I don’t think you’ll get much argument that eggs from well-treated hens (diet, lifestyle, etc) are much better than factory-farmed supermarket eggs. It’s just that that has no relation to color.
I buy free-range organic blue eggs from roadside stands when I’m in Maine. I’m not sure what the breed is; maybe they’re just extremely large robins.
Had eggs that were swiped out from under a chicken just before breakfast. They were great, I never saw the shells. Turns out my friend felt that she needed to let the eggs “rest” a few days before using them for baking. She said they took forever to set up, and stuff would fall flat. Eggs from egg factories are sometime four or five months old when they get to the store. That seems to be changing, except in the summer, when chickens lay less.
Pola…I mean, person with ancestry from Central Europe!

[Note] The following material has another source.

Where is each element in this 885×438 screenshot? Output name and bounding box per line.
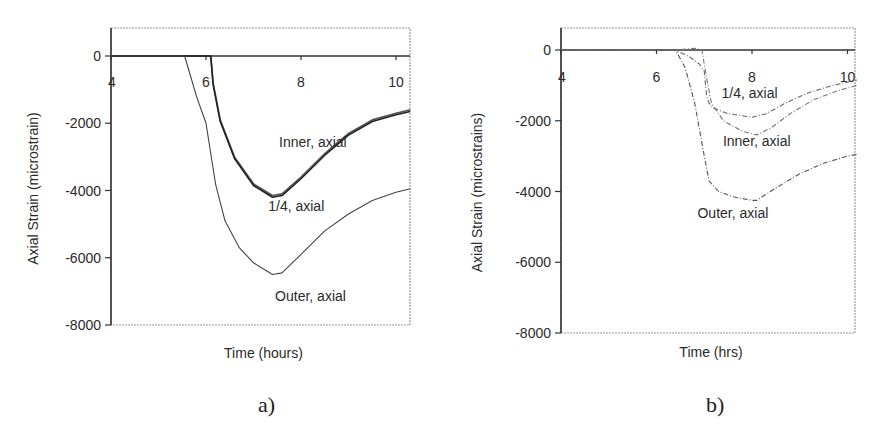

Did you draw patterns with wax that wouldn’t take the dye? I remember that in Scholastic magazine, or whatever the Catholic version was. There was a recipe for a beautiful maroon dye made from beets, but I didn’t mention it lest dropmom (German/Bohemian) thought I wanted to eat beets.
Yep, you got it. Didn’t quite come out as nicely as real pisanki made with beeswax as the dye resist and a pin head or similar application tool, but, hey, for a little kid it was good enough.
Eggs are routinely brown in the UK. White’s not unheard of, but it’s not at all common. Basically, an egg is a brown thing to me. I know white used to be marginally more available than that here, but not for decades. I think of white eggs as being a pretty exclusively North American thing…but last week I picked up a box of white eggs from a supermarket. They look so weird! Like…i don’t know, like you met someone whose skin was coloured like the Simpsons’. Something you’ve seen thousands of times on TV, but freakish in real life.
They taste pretty unremarkable though. Just eggs.
Since Science has spoken already, I will just say that my free range (truly free, they’d come into the kitchen if I didn’t have a screen door) hens, always lay eggs with much harder thicker shells than market eggs, even organic “free range” omega-3-infused brown market eggs. This is because they eat a lot of small creeping things which add calcium to their diets. Even supplementing with oyster shell like most home flock-keepers doesn’t have the same effect. Brown or white they make the best psyanky bases because they are so sturdy.
We made psyanky eggs during Lent for years, gave them away at the Easter Vigil Mass. It was fun.
When I was a kid in Maine in the 50s, eggs were brown, period. White eggs were to be found only in strange, far-off lands like Brooklyn.
I have heard brown shelled eggs are more nutritious than white-shelled eggs. Has anyone heard it before? However, I’ve never felt any difference between the taste between them.
Some of the posts mention greater prevalence of brown eggs, which is in line with my experience. According to Cecil’s column, brown-egg-laying hens are costlier to maintain because they eat more. Seems contradictory.
Y’all were just going to let this bit slide? Where, outside a Dr. Suess book or Easter egg hunt, are you getting green eggs?